Wed. Nov. 18th – Cuban Music Research
Hill, Donald R. West African and Haitian Influences on the Ritual and Popular Music of Carriacou, Trinidad, and Cuba. Black Music Research Journal, Vol. 18, No. 1/2 (Spring – Autumn, 1998), pp. 183-201.
Gonzalez, Fernando. Players: Cha-Cha-Cha with the Times. Down Beat – Jazz, Blues & Beyond,69:12 December 2002, p. 50-51.
Rumba - (Ideas – Appropriateness)
Rumba developed in the in the late 1800′s in Cuba as an energetic Afro-Cuban dance. Rumba was considered lewd, dangerous, and inappropriate and was often suppressed and restricted.
Guaracha – (Ideas – appropriateness)
Guarcha has a rapid tempo and with lyrics. It originated in a Bufo comic theater in the late 1800′s. In the early 1900′s it was commonly heard in the brothels of Havana. The songs used slang and discussed within the lyrics politics and people and events popular in the news of the times.
Afro-Cuban Music in Garland Encyclopedia of World Music Vol. 3, Ed. by Ellen Koskoff (Routledge, 2000). 1390pp.
Santería (Activities – Rituals)
A ritual religious music that involves song, drumming, and dancing. This type of music acts as a “doorway” to religious deities (orishas) so they can be praised and “invoked through the phenomenon of possession trance.”
Bembé (Material Culture – Instruments used)

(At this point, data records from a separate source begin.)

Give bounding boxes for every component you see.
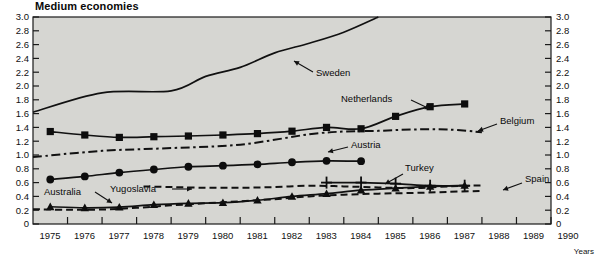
data-point-marker: [288, 128, 295, 135]
y-axis-left-labels: 00.20.40.60.81.01.21.41.61.82.02.22.42.6…: [16, 11, 29, 229]
y-tick-label: 1.4: [16, 122, 29, 133]
y-tick-label: 0: [556, 218, 561, 229]
y-tick-label: 1.2: [556, 136, 569, 147]
data-point-marker: [185, 163, 193, 171]
data-point-marker: [392, 113, 399, 120]
data-point-marker: [288, 158, 296, 166]
x-tick-label: 1990: [557, 230, 578, 241]
y-tick-label: 0.8: [16, 163, 29, 174]
data-point-marker: [150, 133, 157, 140]
series-label-belgium: Belgium: [500, 115, 534, 126]
series-label-australia: Australia: [44, 186, 82, 197]
chart-canvas: 00.20.40.60.81.01.21.41.61.82.02.22.42.6…: [0, 0, 598, 259]
y-tick-label: 2.0: [16, 80, 29, 91]
y-tick-label: 3.0: [16, 11, 29, 22]
x-axis-labels: 1975197619771978197919801981198219831984…: [39, 230, 578, 241]
x-tick-label: 1982: [281, 230, 302, 241]
x-tick-label: 1975: [39, 230, 60, 241]
data-point-marker: [219, 131, 226, 138]
y-tick-label: 0.8: [556, 163, 569, 174]
data-point-marker: [323, 124, 330, 131]
x-tick-label: 1985: [385, 230, 406, 241]
x-tick-label: 1987: [454, 230, 475, 241]
y-tick-label: 2.8: [556, 25, 569, 36]
y-tick-label: 2.8: [16, 25, 29, 36]
x-axis-title: Years: [574, 247, 594, 256]
data-point-marker: [254, 130, 261, 137]
x-tick-label: 1978: [143, 230, 164, 241]
data-point-marker: [46, 176, 54, 184]
series-label-netherlands: Netherlands: [341, 93, 392, 104]
series-label-yugoslavia: Yugoslavia: [110, 183, 157, 194]
y-tick-label: 0.6: [16, 177, 29, 188]
x-tick-label: 1980: [212, 230, 233, 241]
x-tick-label: 1977: [108, 230, 129, 241]
data-point-marker: [357, 157, 365, 165]
y-tick-label: 0.6: [556, 177, 569, 188]
data-point-marker: [185, 132, 192, 139]
y-tick-label: 0.4: [16, 191, 29, 202]
data-point-marker: [47, 128, 54, 135]
x-tick-label: 1988: [488, 230, 509, 241]
y-tick-label: 1.8: [16, 94, 29, 105]
y-tick-label: 2.4: [16, 53, 29, 64]
y-tick-label: 0.2: [16, 205, 29, 216]
y-tick-label: 2.6: [16, 39, 29, 50]
y-tick-label: 2.2: [16, 67, 29, 78]
y-tick-label: 0: [24, 218, 29, 229]
y-axis-right-labels: 00.20.40.60.81.01.21.41.61.82.02.22.42.6…: [556, 11, 569, 229]
series-label-austria: Austria: [351, 139, 381, 150]
data-point-marker: [219, 162, 227, 170]
x-tick-label: 1989: [523, 230, 544, 241]
x-tick-label: 1976: [74, 230, 95, 241]
y-tick-label: 1.0: [16, 149, 29, 160]
data-point-marker: [81, 131, 88, 138]
chart-figure: Medium economies 00.20.40.60.81.01.21.41…: [0, 0, 598, 259]
y-tick-label: 1.6: [556, 108, 569, 119]
data-point-marker: [461, 100, 468, 107]
y-tick-label: 1.6: [16, 108, 29, 119]
y-tick-label: 1.2: [16, 136, 29, 147]
x-tick-label: 1986: [419, 230, 440, 241]
data-point-marker: [254, 160, 262, 168]
x-tick-label: 1979: [178, 230, 199, 241]
y-tick-label: 2.6: [556, 39, 569, 50]
y-tick-label: 1.0: [556, 149, 569, 160]
x-tick-label: 1984: [350, 230, 371, 241]
y-tick-label: 2.4: [556, 53, 569, 64]
series-label-spain: Spain: [525, 173, 549, 184]
y-tick-label: 1.4: [556, 122, 569, 133]
y-tick-label: 2.0: [556, 80, 569, 91]
data-point-marker: [150, 166, 158, 174]
y-tick-label: 2.2: [556, 67, 569, 78]
y-tick-label: 1.8: [556, 94, 569, 105]
y-tick-label: 0.2: [556, 205, 569, 216]
data-point-marker: [323, 157, 331, 165]
y-tick-label: 3.0: [556, 11, 569, 22]
x-tick-label: 1983: [316, 230, 337, 241]
data-point-marker: [81, 172, 89, 180]
x-tick-label: 1981: [247, 230, 268, 241]
series-label-turkey: Turkey: [405, 162, 434, 173]
series-label-sweden: Sweden: [316, 67, 350, 78]
y-tick-label: 0.4: [556, 191, 569, 202]
data-point-marker: [116, 134, 123, 141]
data-point-marker: [115, 169, 123, 177]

Bembe’ consists of an ensemble of an iron bell (or guataca – hoe blade), which is said to provide a timeline within the music; one to three gourds (“known as güiros or shekeres“), which give rhythmic support to a song; and one to three conga drums, which function to support or lead the other instruments and the song.

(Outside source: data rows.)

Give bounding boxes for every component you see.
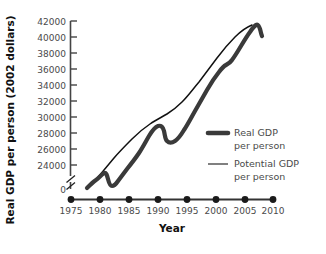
legend-label-potential-gdp-line2: per person	[234, 171, 285, 182]
y-tick-label: 30000	[37, 113, 66, 123]
legend-label-real-gdp-line2: per person	[234, 140, 285, 151]
x-axis-marker	[126, 196, 133, 203]
x-tick-label: 1980	[89, 206, 112, 216]
y-tick-label: 32000	[37, 97, 66, 107]
legend-label-real-gdp-line1: Real GDP	[234, 127, 278, 138]
y-tick-label: 42000	[37, 17, 66, 27]
x-axis-title: Year	[158, 222, 186, 234]
x-tick-label: 1995	[176, 206, 199, 216]
y-axis-title: Real GDP per person (2002 dollars)	[4, 15, 16, 224]
y-zero-tick-label: 0	[60, 185, 66, 195]
x-axis-marker	[213, 196, 220, 203]
chart-figure: Real GDP per person (2002 dollars) 42000…	[0, 0, 326, 254]
y-tick-label: 34000	[37, 81, 66, 91]
x-tick-label: 2010	[262, 206, 285, 216]
x-axis-marker	[97, 196, 104, 203]
x-axis-marker	[155, 196, 162, 203]
y-tick-label: 36000	[37, 65, 66, 75]
x-tick-label: 2005	[234, 206, 257, 216]
legend-label-potential-gdp-line1: Potential GDP	[234, 158, 299, 169]
gdp-line-chart: Real GDP per person (2002 dollars) 42000…	[0, 0, 326, 254]
x-axis-marker	[68, 196, 75, 203]
x-tick-label: 1990	[147, 206, 170, 216]
x-axis-marker	[242, 196, 249, 203]
x-tick-label: 1975	[60, 206, 83, 216]
y-tick-label: 40000	[37, 33, 66, 43]
y-tick-label: 28000	[37, 129, 66, 139]
x-axis-marker	[270, 196, 277, 203]
y-tick-label: 38000	[37, 49, 66, 59]
y-tick-label: 24000	[37, 161, 66, 171]
x-axis-marker	[184, 196, 191, 203]
x-tick-label: 2000	[205, 206, 228, 216]
y-tick-label: 26000	[37, 145, 66, 155]
x-tick-label: 1985	[118, 206, 141, 216]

Jazz (Social Organization – Who plays and listens to the music)
Cuban influence on Jazz in New Orleans can be clearly traced back to the 1880s, when the habanera first became popular.
Traceable elements within Jazz go back to Afro-Cuban flutist Alberto Socarras in the 1920′s and Machito and his Afro-Cubans. ” Machito’s orchestra, which was formed in 1940, combined traditional Cuban elements with jazz.” The rhythm section of this band consisted of the piano, bass, bongo, and timbale (played by the young Tito Puente).
The audience of Afro-Cuban jazz grew in 1946 when Dizzy Gillespie, worked briefly with a Cuban drummer, rumbero.
Charanga (Material Culture – Instruments used)
Charanga goes back to the 1800′s in the Cuban form danzón. The instrumentation of the charanga francesa was made up of wooden flute, strings, double bass, timbales, and güiro. Later, the strings were often replaced by brass, but the original, general combination remains similar today (with the addition of a vocalist, cowbell, and conga drum).
Cuba in Garland Encyclopedia of World Music Volume 2: South America, Mexico, Central America, and the Caribbean, Ed. by Dale A. Olson and Daniel E. Sheehy (Routledge, 1998). 1082pp
(Ideas – spirituality, rituals)
African traditions were allowed to continue in Cuba because the Spanish masters allowed slaves to keep their traditions of drumming and dance to worship as they did in Africa. The allowance of a society of sorts for the African slaves often had a king, a queen, and a complex social hierarchy. This relative leniency, combined with compulsory baptism into Roman Catholicism, resulted in the combination of West African deities with Christian saints. Other names for this religion are Regla de Ochá (Doctrine of the deity Ochá) and Lucumí.